Over the decades I’ve heard voice teachers and coaches say to students, “You are afraid. You are holding back. You are thinking too much”. The student nods her head and gathers up her pluckiness to try again to “do it better”. Sadly, this situation indicates great ignorance on the part of the teacher.
The throat closes when you are threatened. You have nothing to do with that response. It is deeply programmed into your Reptilian brain and you aren’t meant to override it with your conscious mind or will power. If you are nervous about what will come out of your mouth, because you really don’t know what will come out, that is a situation which provokes anxiety. If you are seeking to let the sound out freely and easily and it simply won’t come out freely and easily no matter what you do, that is a situation which provokes anxiety. If your throat is tight or stuck or closed for any reason, and you did not sit down and decide to tighten it on purpose, (and some methods actually ask you to do that, which is crazy), the only way to get through the tension is to work with a conscious intention of “letting go”. If you know your throat is squeezed and you sing anyway, doing so will provoke anxiety and inhibit respiration. Doing so will: PROVOKE ANXIETY AND INHIBIT RESPIRATION.
Letting go of the swallowing muscles (indirectly) is a confrontation with the forces the body that are there to help us survive threats. Seeking to let go of such deeply buried tensions reverses the process and asks that we pass through the fear that caused the muscles to get stuck in the first place. Letting go, or trying to let go, provokes the same anxiety that caused the problem, particularly if the structures in the throat have been stuck and almost immoveable for a long time. When you have finally moved through the holding in the constrictors, and you are singing in a freely produced sound, you transform anxiety into excitement. When the fear is gone and you can sing from a place of freedom and excitement you will wonder why anyone would ever advocate deliberately constricting anything in the throat or moving structures in the throat on purpose. You will see why that kind of instruction is the opposite of creating a healing environment through your singing for yourself or your audience.
If you studying with a teacher of technique, and you hear, “Don’t be so afraid. Don’t hold back! You are thinking too much!!” have the courage to explain to your teacher that you are not holding back, it’s your THROAT that is holding back. In fact, you can say, politely of course, “If I were able to really let go and sing freely, I wouldn’t be here working with you right now. It’s your job to help me find ways to coax my throat to let go”. That will raise some eyebrows, but be brave, and speak up.
In its most extreme version, the flight/fright mechanism in the brain is what causes us to go into shock. The blood leaves the extremities (hands and feet) it flows to the core (organs) and inhibits the breathing. It’s a version of a deer frozen in a car’s headlights. You stop moving. You can’t move. Thankfully, it’s rare for us to be a situation that is so horrible that we go all the way into shock, but the reaction we have when we are “anxious” or “nervous” is a low-grade threat and the body does the same thing. So, in addition to general stress of being alive on the planet at this time, we have the additional stressors from our personal lives and then, we go audition for something. Guess what? We stop breathing. The throat closes and we “can’t sing”.
The training process is supposed to interface with this reaction and help you ride on top of the nervousness, giving you command over your body’s ability to breathe, and to “biofeedback” yourself to a calmer state. Trained relaxation in the body and throat can develop the capacity to override these reactions, at least to minimize them. Once the throat is open it is much easier to keep it open through repeated exercise (vocalizing). Then, fear becomes excitement. There is nothing more exciting than singing this way and hearing someone sing without any fear. A pushed, shoved driven sound makes us cringe. A free sound gives us shivers.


_Action item_. Only the lines from the one containing "Could you detect human hand for me?" to the end of the data below belong in the answer, each repeated exactly; no pictures.

_Information given_.
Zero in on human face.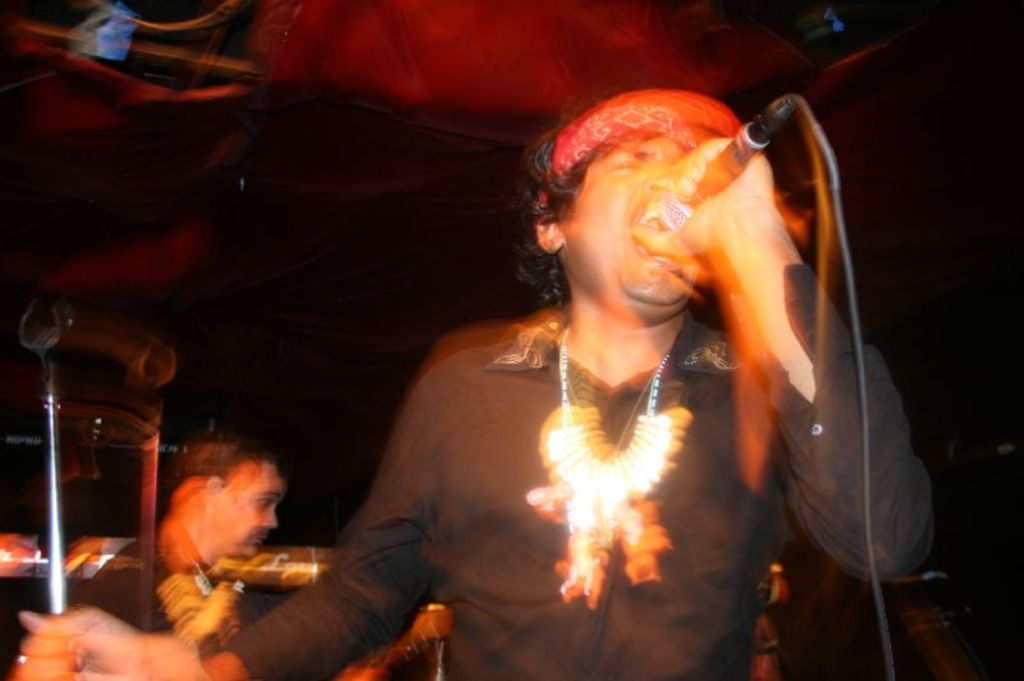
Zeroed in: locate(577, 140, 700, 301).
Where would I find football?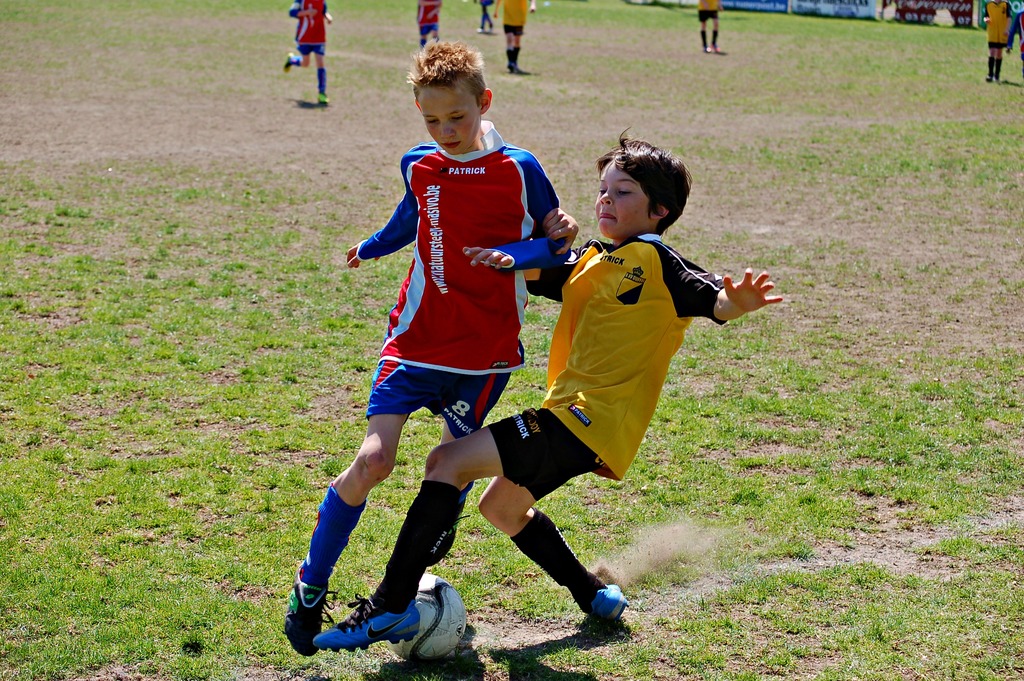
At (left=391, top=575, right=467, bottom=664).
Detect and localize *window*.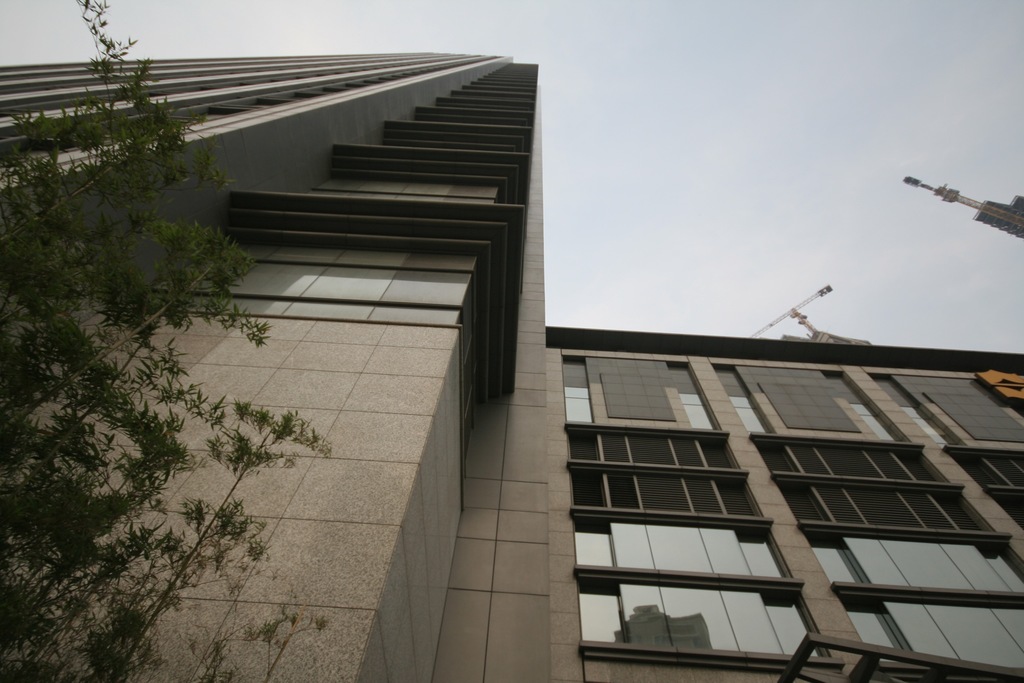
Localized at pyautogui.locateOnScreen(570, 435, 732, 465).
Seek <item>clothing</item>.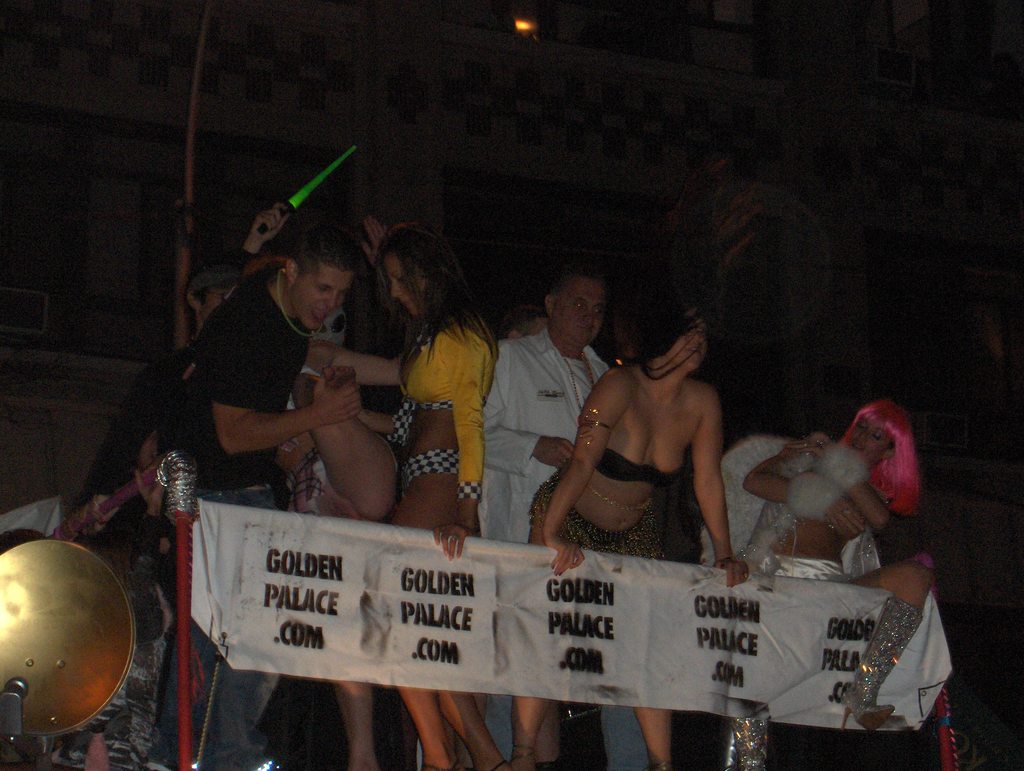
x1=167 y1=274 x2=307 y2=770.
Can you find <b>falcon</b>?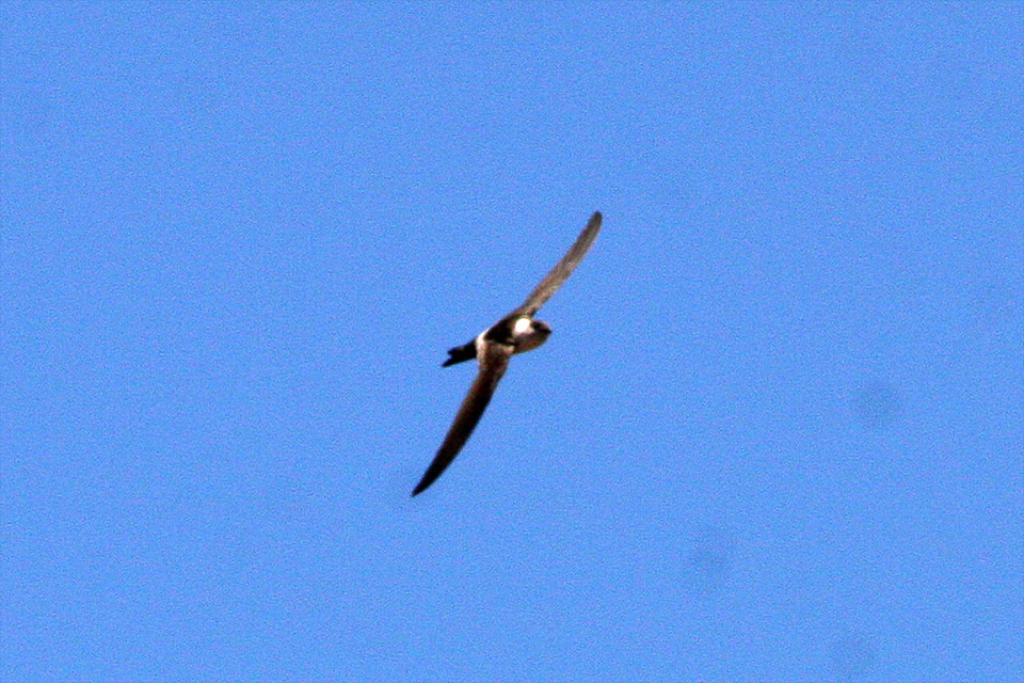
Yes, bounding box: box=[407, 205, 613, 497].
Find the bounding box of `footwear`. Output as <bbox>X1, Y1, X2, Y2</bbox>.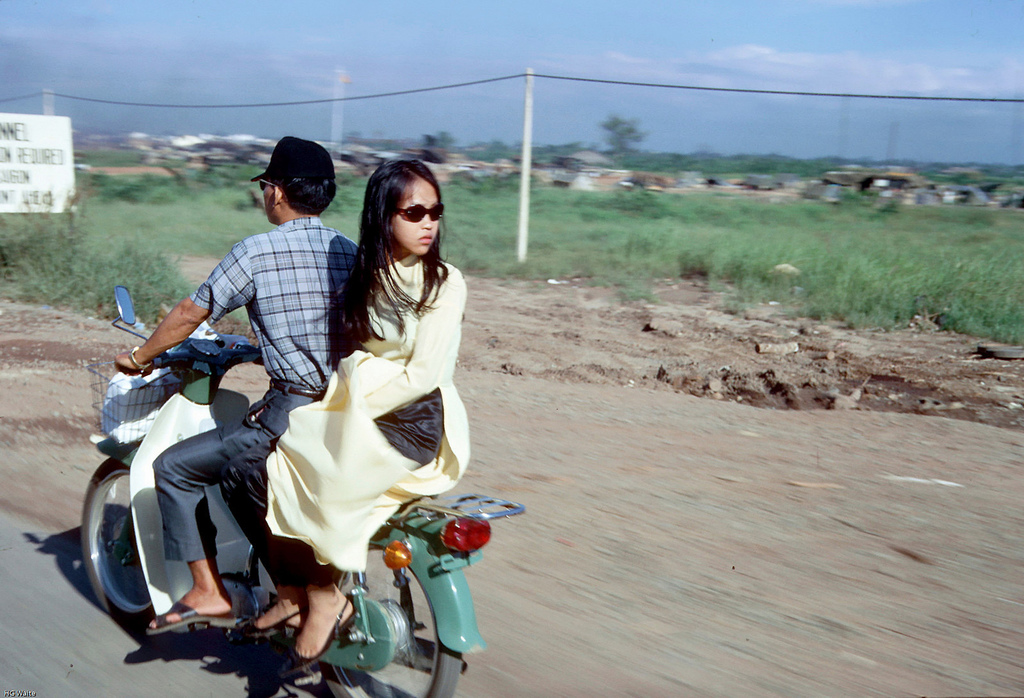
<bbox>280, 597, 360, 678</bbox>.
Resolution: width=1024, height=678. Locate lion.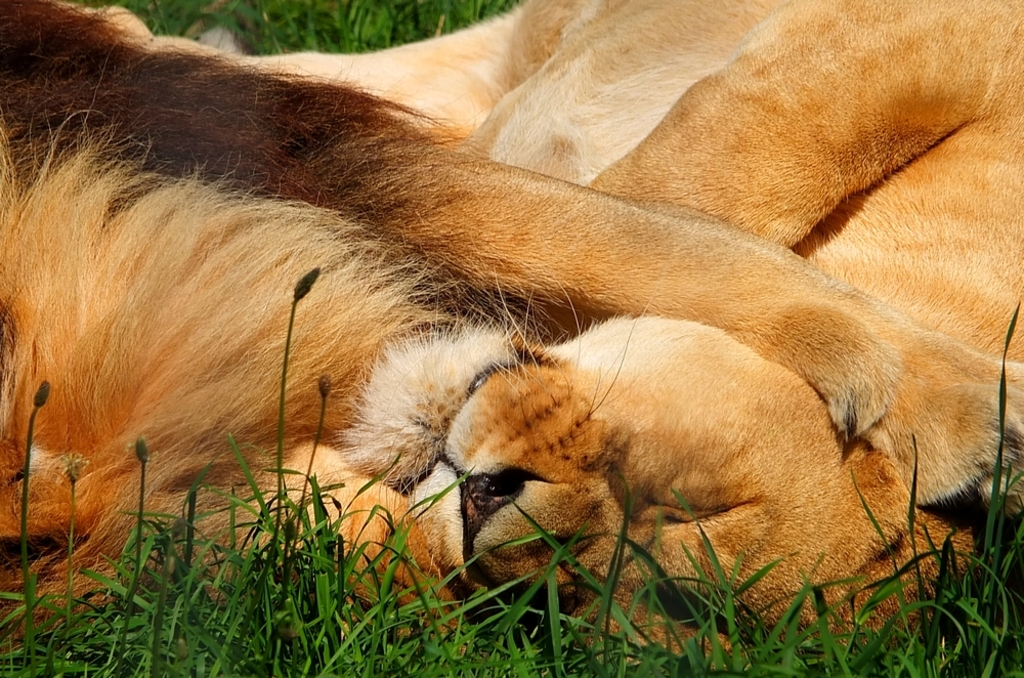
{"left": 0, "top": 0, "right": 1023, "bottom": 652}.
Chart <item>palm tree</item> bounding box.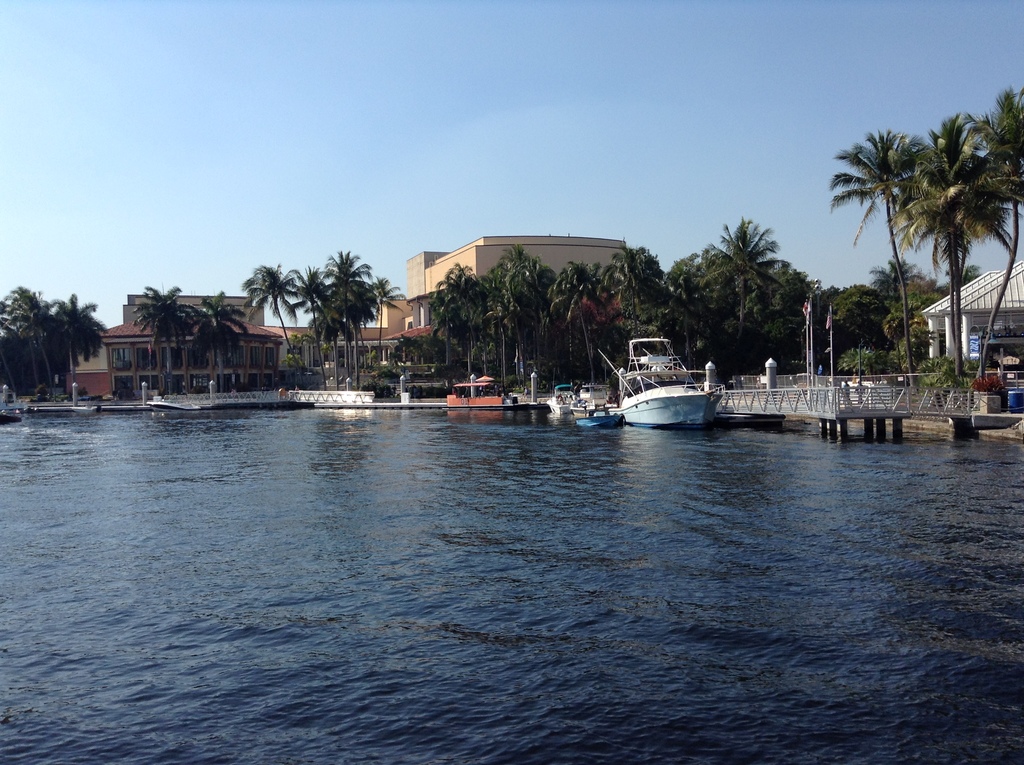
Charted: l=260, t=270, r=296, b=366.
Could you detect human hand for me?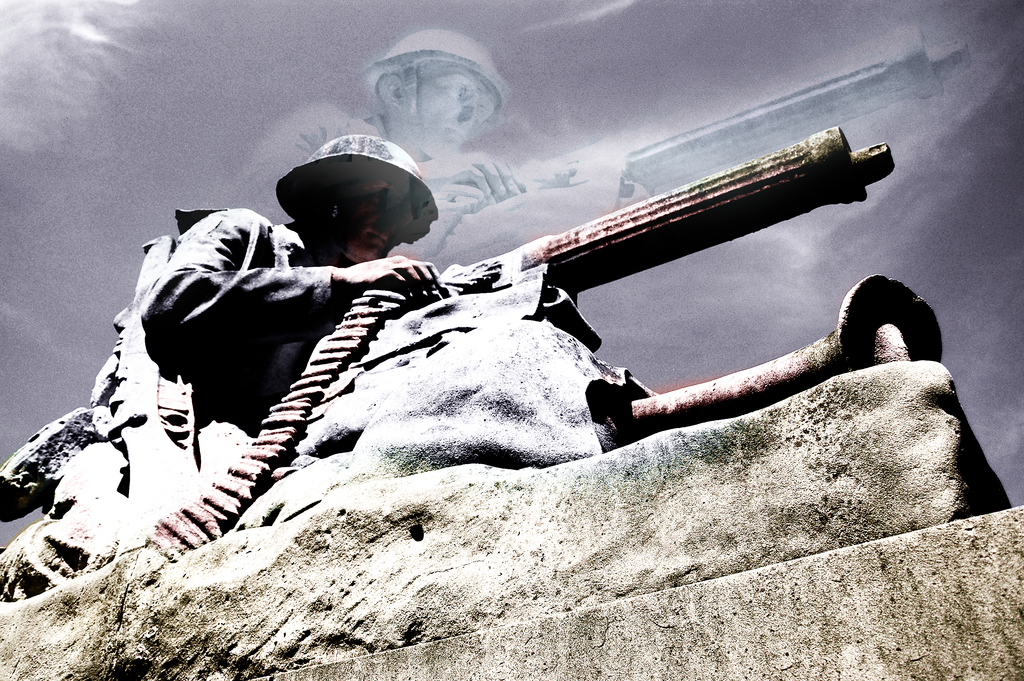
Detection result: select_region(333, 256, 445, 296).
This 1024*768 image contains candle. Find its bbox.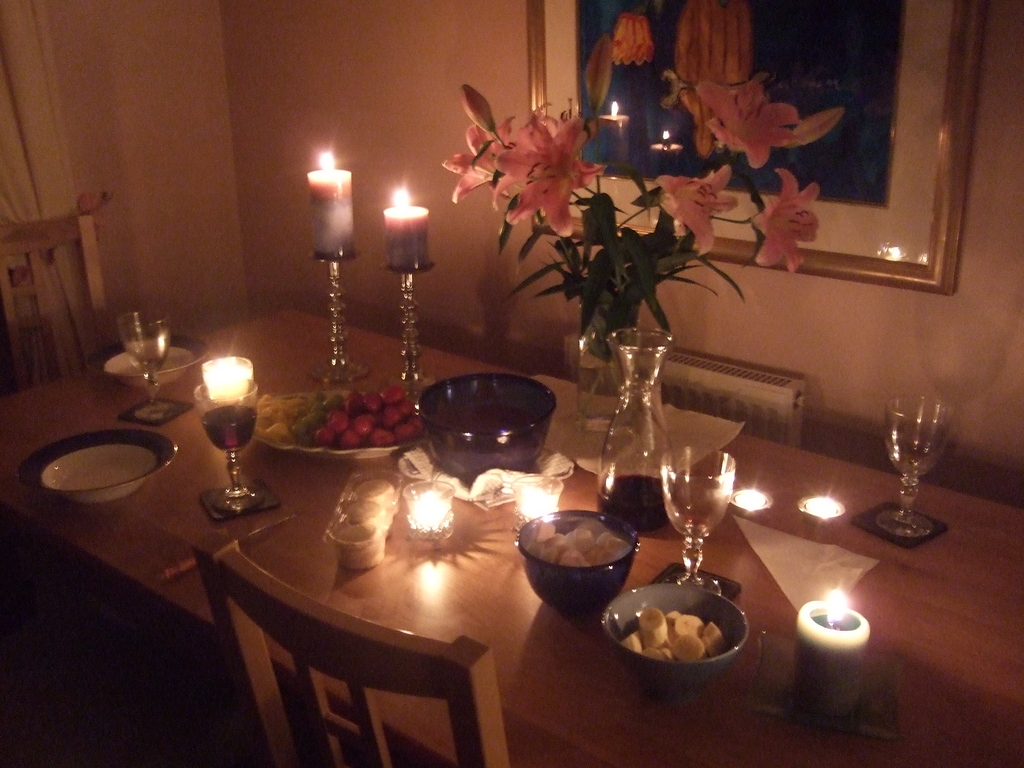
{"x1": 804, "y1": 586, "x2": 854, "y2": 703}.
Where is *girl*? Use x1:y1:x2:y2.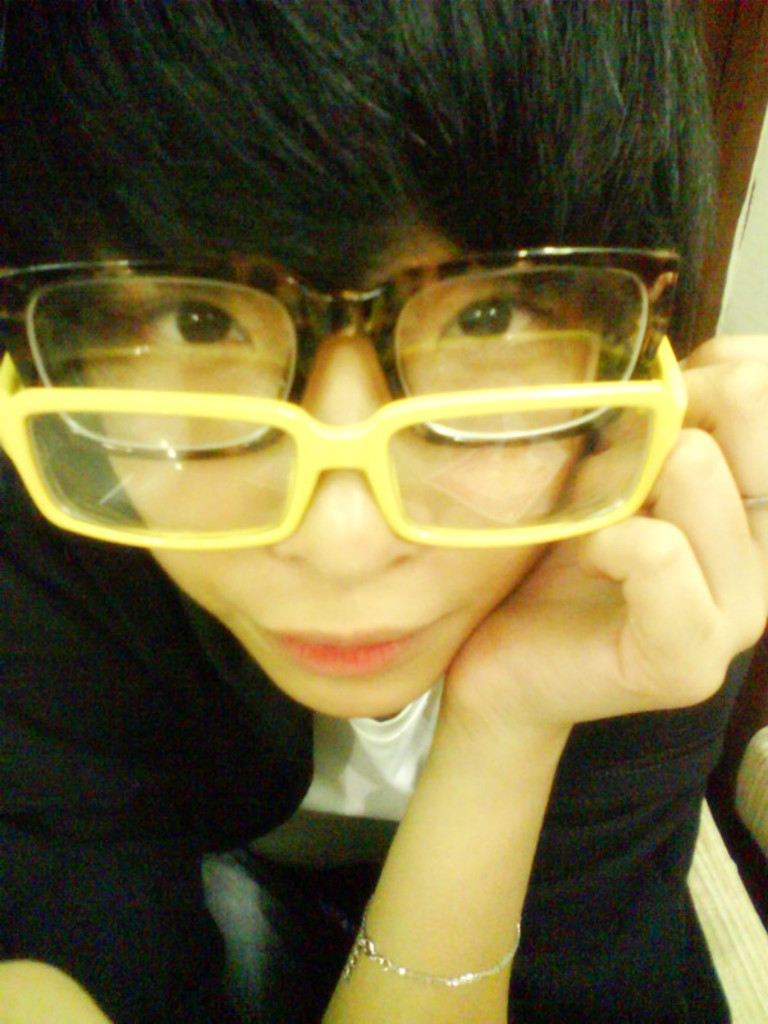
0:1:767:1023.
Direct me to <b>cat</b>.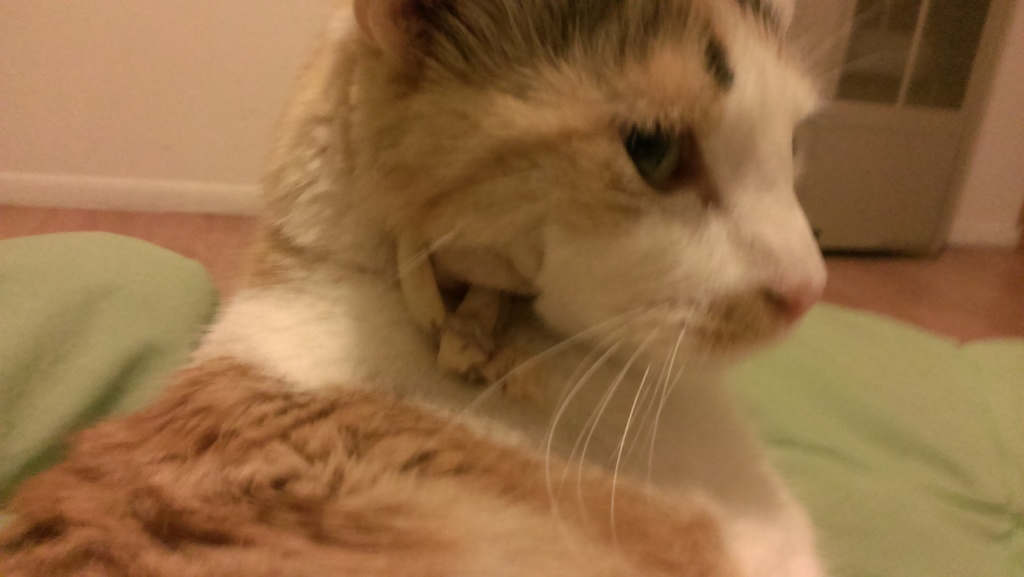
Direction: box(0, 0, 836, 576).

_Task result_.
Could you detect human hand for me?
Detection result: select_region(333, 256, 445, 296).
This 1024*768 image contains candle. Find its bbox.
{"x1": 804, "y1": 586, "x2": 854, "y2": 703}.
Where is *girl*? Use x1:y1:x2:y2.
0:1:767:1023.
Direct me to <b>cat</b>.
Direction: box(0, 0, 836, 576).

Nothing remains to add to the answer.